Michael S. Glaser

B. 1943

Born in Chicago, poet Michael S. Glaser earned a BA at Dennison University and an MA and a PhD at Kent State University. His poetry collections include A Lover’s Eye (1989) and Being a Father (2004) as well as several chapbooks. Known for his accessible, free verse style, Glaser often engages everyday life in deceptively simple ways. He spoke to the ways in which writing and the domestic sphere are intertwined in an interview for The Enterprise. “To me, part of the revision process is that this poem on the page has its own life,” he said. “How do I honor that? You think of it almost like, and this might be a very dangerous analogy, raising children. You hold an infant in your hand and that child is totally dependent on you. And the whole rest of your life is the process of letting go and then honoring the otherness of your child—if you’re good and lucky.”
 
In addition to his own collections, Glaser edited the anthologies The Cooke Book: A Seasoning of Poets (1987) and Weavings 2000: The Maryland Millennial Anthology (2000). With Kevin Young, he coedited The Collected Poems of Lucille Clifton 1965–2010 (2012). His poems have been featured in numerous anthologies, including Unsettling America: An Anthology of Contemporary Multicultural Poetry (1994), Outsiders: Poems about Rebels, Exiles, and Renegades (1999), and Light-Gathering Poems (2000).
 
Glaser’s honors include the Columbia Merit Award for service to poetry and the Homer Dodge Endowed Award for Excellence in Teaching. He served as poet laureate of Maryland from 2004 to 2009. A professor emeritus at St. Mary’s College of Maryland, he is on the board of the Maryland Humanities Council. Glaser also taught as a poet-in-the-schools through the Maryland State Arts Council for more than 20 years. He lives in St. Mary’s City, Maryland.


• [Exercise requirements] In the entries that follow, find every line containing "CountriesDeveloped" and copy it.

*** Task data ***

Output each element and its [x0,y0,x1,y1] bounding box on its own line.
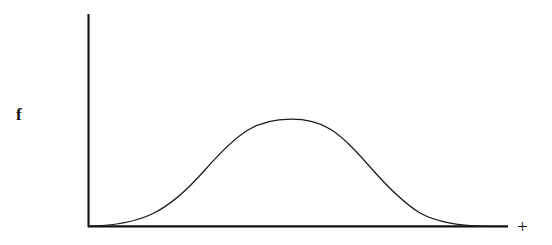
bell-curve-plot [0,0,552,245]
x-axis-label: + [517,217,528,236]
y-axis-label: f [16,106,22,123]
figure-container: f + [0,0,552,245]
plot-background [0,0,552,245]
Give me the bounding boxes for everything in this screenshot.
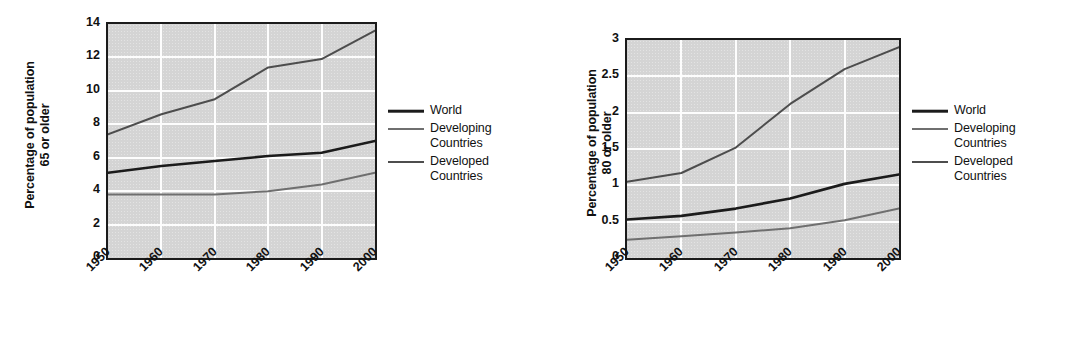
series-layer [627, 40, 899, 258]
legend-line-swatch-developed [912, 155, 948, 169]
y-axis-title-line2: 65 or older [38, 35, 53, 235]
figure-two-line-charts: Percentage of population 65 or older 024… [0, 0, 1077, 341]
chart-panel-80-or-older: Percentage of population 80 or older 00.… [537, 0, 1077, 341]
series-line-world [627, 174, 899, 219]
legend-label-world: World [430, 103, 462, 118]
legend-label-developed: Developed Countries [954, 154, 1013, 184]
y-tick-label: 10 [60, 83, 100, 95]
y-axis-title-line1: Percentage of population [23, 61, 37, 209]
legend-line-swatch-developing [388, 122, 424, 136]
legend-label-world: World [954, 103, 986, 118]
legend-item-developing[interactable]: Developing Countries [388, 121, 528, 151]
legend-line-swatch-developed [388, 155, 424, 169]
plot-area [106, 22, 377, 260]
y-tick-label: 12 [60, 49, 100, 61]
legend-item-developing[interactable]: Developing Countries [912, 121, 1062, 151]
legend-item-developed[interactable]: Developed Countries [912, 154, 1062, 184]
legend-label-developing: Developing Countries [430, 121, 492, 151]
legend-item-world[interactable]: World [912, 103, 1062, 118]
legend-item-developed[interactable]: Developed Countries [388, 154, 528, 184]
y-tick-label: 2 [579, 105, 619, 117]
y-tick-label: 2.5 [579, 68, 619, 80]
series-line-developed [627, 47, 899, 181]
series-layer [108, 24, 375, 258]
series-line-developing [627, 209, 899, 240]
y-tick-label: 1.5 [579, 141, 619, 153]
y-axis-title: Percentage of population 65 or older [23, 35, 53, 235]
y-tick-label: 4 [60, 183, 100, 195]
chart-panel-65-or-older: Percentage of population 65 or older 024… [0, 0, 537, 341]
legend-label-developing: Developing Countries [954, 121, 1016, 151]
series-line-developing [108, 173, 375, 195]
series-line-developed [108, 31, 375, 135]
legend: WorldDeveloping CountriesDeveloped Count… [388, 103, 528, 187]
series-line-world [108, 141, 375, 173]
legend-line-swatch-world [912, 104, 948, 118]
legend-line-swatch-developing [912, 122, 948, 136]
legend: WorldDeveloping CountriesDeveloped Count… [912, 103, 1062, 187]
y-tick-label: 1 [579, 177, 619, 189]
y-tick-label: 8 [60, 116, 100, 128]
legend-item-world[interactable]: World [388, 103, 528, 118]
y-tick-label: 2 [60, 217, 100, 229]
y-tick-label: 14 [60, 16, 100, 28]
legend-label-developed: Developed Countries [430, 154, 489, 184]
y-tick-label: 0.5 [579, 214, 619, 226]
plot-area [625, 38, 901, 260]
legend-line-swatch-world [388, 104, 424, 118]
y-tick-label: 6 [60, 150, 100, 162]
y-tick-label: 3 [579, 32, 619, 44]
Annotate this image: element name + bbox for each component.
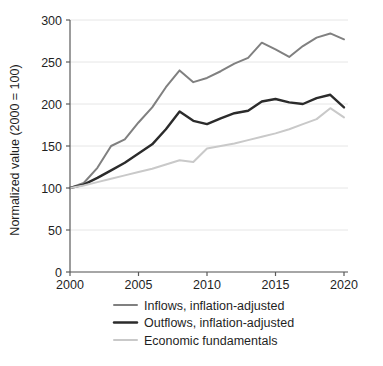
- series-line-0: [70, 33, 344, 188]
- x-tick-label: 2015: [262, 278, 290, 292]
- chart-figure: 20002005201020152020 050100150200250300 …: [0, 0, 383, 366]
- y-tick-label: 300: [41, 14, 62, 28]
- y-axis-title: Normalized value (2000 = 100): [8, 64, 22, 235]
- y-axis-tick-labels: 050100150200250300: [41, 14, 62, 280]
- y-tick-label: 200: [41, 98, 62, 112]
- x-tick-label: 2020: [330, 278, 358, 292]
- legend-label: Economic fundamentals: [144, 334, 277, 348]
- y-tick-label: 0: [55, 266, 62, 280]
- series-line-1: [70, 95, 344, 188]
- y-tick-label: 50: [48, 224, 62, 238]
- y-tick-label: 100: [41, 182, 62, 196]
- y-tick-label: 150: [41, 140, 62, 154]
- y-tick-label: 250: [41, 56, 62, 70]
- series-line-2: [70, 108, 344, 188]
- x-tick-label: 2010: [193, 278, 221, 292]
- legend-label: Inflows, inflation-adjusted: [144, 299, 284, 313]
- x-tick-label: 2000: [56, 278, 84, 292]
- legend-label: Outflows, inflation-adjusted: [144, 316, 294, 330]
- x-tick-label: 2005: [125, 278, 153, 292]
- series-lines: [70, 33, 344, 188]
- chart-legend: Inflows, inflation-adjustedOutflows, inf…: [114, 299, 294, 348]
- line-chart: 20002005201020152020 050100150200250300 …: [0, 0, 383, 366]
- x-axis-tick-labels: 20002005201020152020: [56, 278, 358, 292]
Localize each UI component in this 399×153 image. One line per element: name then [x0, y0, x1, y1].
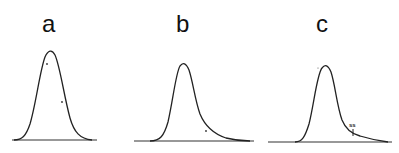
peak-curve-b	[150, 64, 250, 141]
panel-label-b: b	[176, 10, 189, 37]
marker-dot	[46, 63, 48, 65]
panel-label-c: c	[316, 10, 328, 37]
figure-panels: a b c ss	[0, 0, 399, 153]
annotation-ss: ss	[349, 122, 356, 128]
marker-dot	[205, 130, 207, 132]
peak-curve-a	[14, 51, 92, 140]
panel-b: b	[134, 10, 254, 141]
panel-c: c ss	[268, 10, 392, 142]
peak-curve-c	[295, 66, 388, 142]
panel-label-a: a	[42, 10, 56, 37]
panel-a: a	[12, 10, 97, 140]
marker-dot	[61, 101, 63, 103]
marker-dot	[318, 68, 319, 69]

*** End of Task data ***

• [Response to the exercise]
legend: WorldDeveloping CountriesDeveloped Count… [388, 103, 528, 187]
legend: WorldDeveloping CountriesDeveloped Count… [912, 103, 1062, 187]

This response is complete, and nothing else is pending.